Rabih Alameddine writes about topics many would rather forget. In his new book, “The Wrong End of the Telescope,” he tells the story of a transgender doctor attempting to care for people fleeing war-torn Syria. … In August, Alameddine moved cross-country to teach at the University of Virginia’s creative writing program [as the Kapnick writer-in-residence].
This 168-bed expansion extends from the existing hospital with a fluid, curvilinear facade that creates a memorable entrance to the UVA Health’s University Hospital expansion. 
Doctors and researchers at the University of Virginia Health System developed a new artificial technology for heart imaging that could improve care for patients. This could allow doctors to examine hearts for scar tissue while eliminating the need for injections.

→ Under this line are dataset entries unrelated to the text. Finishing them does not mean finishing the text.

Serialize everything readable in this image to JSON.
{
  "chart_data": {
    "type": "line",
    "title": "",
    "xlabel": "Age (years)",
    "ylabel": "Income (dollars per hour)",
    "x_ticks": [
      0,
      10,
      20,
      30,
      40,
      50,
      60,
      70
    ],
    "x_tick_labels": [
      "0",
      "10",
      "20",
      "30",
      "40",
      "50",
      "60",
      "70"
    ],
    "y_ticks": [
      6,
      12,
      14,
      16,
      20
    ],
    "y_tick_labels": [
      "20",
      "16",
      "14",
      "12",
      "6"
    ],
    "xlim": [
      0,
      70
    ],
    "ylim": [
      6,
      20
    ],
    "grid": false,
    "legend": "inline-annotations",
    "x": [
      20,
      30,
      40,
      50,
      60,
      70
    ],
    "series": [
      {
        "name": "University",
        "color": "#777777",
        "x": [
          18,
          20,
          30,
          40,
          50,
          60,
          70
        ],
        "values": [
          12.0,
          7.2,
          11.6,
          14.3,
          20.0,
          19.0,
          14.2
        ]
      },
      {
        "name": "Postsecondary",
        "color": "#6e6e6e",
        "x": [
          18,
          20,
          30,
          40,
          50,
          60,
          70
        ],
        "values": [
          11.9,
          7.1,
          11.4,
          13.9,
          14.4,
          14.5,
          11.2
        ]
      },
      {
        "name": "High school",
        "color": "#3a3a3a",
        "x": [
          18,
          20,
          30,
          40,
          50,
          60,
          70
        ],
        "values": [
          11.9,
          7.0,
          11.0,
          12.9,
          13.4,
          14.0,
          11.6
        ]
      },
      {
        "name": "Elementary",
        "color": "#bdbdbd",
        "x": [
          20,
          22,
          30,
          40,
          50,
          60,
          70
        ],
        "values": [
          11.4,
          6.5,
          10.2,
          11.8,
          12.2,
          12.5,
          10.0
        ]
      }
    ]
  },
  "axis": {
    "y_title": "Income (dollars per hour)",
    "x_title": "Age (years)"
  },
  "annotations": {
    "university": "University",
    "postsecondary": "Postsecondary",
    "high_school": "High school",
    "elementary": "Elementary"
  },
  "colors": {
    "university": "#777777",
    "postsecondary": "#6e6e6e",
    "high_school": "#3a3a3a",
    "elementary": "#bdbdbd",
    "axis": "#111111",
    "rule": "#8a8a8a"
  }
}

What happens when the ground beneath one’s feet buckles? Or what if one was never quite stable to begin with? What hope is there for finding a path to the good life? For the last six years, Oishi and his team at the University of Virginia have been hammering out their response: a third path to the good life coined “psychological richness.” Their research suggests that the ingredients of a rich life come not from stability in life circumstances or in temperament. Rather, the path to a rich life arises from novelty seeking, curiosity and moments that shift one’s view of the world. Rich experienc...

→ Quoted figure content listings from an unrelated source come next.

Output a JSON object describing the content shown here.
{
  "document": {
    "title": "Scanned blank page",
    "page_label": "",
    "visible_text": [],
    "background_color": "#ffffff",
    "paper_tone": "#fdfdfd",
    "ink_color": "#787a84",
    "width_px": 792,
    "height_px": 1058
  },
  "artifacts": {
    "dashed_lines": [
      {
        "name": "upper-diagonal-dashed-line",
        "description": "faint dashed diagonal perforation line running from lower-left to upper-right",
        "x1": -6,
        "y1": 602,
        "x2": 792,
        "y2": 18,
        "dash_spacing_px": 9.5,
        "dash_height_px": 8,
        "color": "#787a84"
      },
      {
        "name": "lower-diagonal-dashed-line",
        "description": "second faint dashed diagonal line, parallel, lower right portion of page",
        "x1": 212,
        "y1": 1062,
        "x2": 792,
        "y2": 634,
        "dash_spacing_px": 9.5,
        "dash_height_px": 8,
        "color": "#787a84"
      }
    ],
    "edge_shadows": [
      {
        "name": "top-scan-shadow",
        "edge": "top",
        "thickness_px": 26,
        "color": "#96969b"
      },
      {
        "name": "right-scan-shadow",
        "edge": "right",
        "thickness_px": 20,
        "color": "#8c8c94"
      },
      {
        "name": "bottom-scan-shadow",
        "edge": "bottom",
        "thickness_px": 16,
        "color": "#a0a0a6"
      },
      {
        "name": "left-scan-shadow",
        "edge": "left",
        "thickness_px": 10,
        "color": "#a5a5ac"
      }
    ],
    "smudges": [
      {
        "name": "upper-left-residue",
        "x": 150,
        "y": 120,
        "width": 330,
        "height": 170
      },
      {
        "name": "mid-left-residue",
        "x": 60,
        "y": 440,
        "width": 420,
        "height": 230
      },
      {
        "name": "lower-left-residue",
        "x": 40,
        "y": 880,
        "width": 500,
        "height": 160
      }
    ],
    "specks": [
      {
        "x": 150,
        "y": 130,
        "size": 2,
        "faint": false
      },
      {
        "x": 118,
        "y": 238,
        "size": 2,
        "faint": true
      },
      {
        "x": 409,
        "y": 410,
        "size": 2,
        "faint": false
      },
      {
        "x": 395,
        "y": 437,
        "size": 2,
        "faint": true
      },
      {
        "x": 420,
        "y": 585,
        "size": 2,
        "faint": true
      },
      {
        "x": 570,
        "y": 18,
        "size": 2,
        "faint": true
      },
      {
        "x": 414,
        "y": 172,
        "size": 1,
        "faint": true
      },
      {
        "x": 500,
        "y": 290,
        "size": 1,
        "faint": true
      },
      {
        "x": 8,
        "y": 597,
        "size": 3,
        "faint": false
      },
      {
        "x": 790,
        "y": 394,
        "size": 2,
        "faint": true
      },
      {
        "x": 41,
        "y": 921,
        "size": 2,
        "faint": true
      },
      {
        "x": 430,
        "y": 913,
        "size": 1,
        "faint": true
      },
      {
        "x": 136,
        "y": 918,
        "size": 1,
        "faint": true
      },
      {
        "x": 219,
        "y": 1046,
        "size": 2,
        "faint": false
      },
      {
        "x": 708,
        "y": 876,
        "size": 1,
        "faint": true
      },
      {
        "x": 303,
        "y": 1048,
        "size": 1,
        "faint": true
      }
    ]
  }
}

Last year, University of Virginia atmospheric chemist Sally Pusede and Ph.D. student Mary Angelique Demetillo used data from a NASA flight campaign to validate the use of satellite measurements to examine variations in NO2 concentrations within a city. They demonstrated that daily measurements of NO2 made by the TROPOMI satellite could be used to illuminate air pollution inequality among census tracts in Houston. In their new work, Pusede and Demetillo expanded their study to 52 major US cities where about 130 million people live. They saw inequality in every city, but cities with wo...

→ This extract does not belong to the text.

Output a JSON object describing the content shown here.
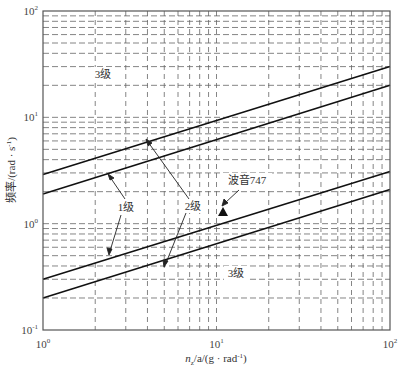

It’s possible to design a city that promotes mental health, by providing places of sensory respite, or by encouraging socialization, physical exercise, or play. Before the pandemic, Layla McCay, the founder and director of the London-based Centre for Urban Design and Mental Health, and her colleague Jenny Roe, an environmental psychologist and professor at the University of Virginia, began assembling a volume collecting the latest research from a field that, as the planet continues to urbanize, was becoming increasingly critical. Their new book, “Restorative Cities: Urban Design for Mental Hea...
With University of Virginia game day just a few days away, there are some things you need to know before heading into Scott Stadium. The University’s current mask mandate means you will need to bring one with you to the game. Masks will be required in all interior public spaces around the stadium. This includes restrooms, elevators, press boxes and suites. You will not be required to wear masks in your seat or in outdoor sections of suites.
Sept. 1 marks two years since a Honduran judge ordered seven community leaders into pretrial detention for opposing an iron ore mine in Tocoa, a municipality in the country’s northern Colón department. Their detention kicked off a series of convoluted legal proceedings that have been far from fair, as the University of Virginia International Human Rights Law Clinic demonstrated in an August 2020 report.
4. University of Virginia: The University of Virginia is one among nine rarefied higher education institutions to receive the Green Ribbon School recognition by the U.S. Department of Education. The university engages students and staff to live more sustainably through several programs. They include the Green Labs Program, the Recycling and Waste Diversion Program, and the Green Workplace program.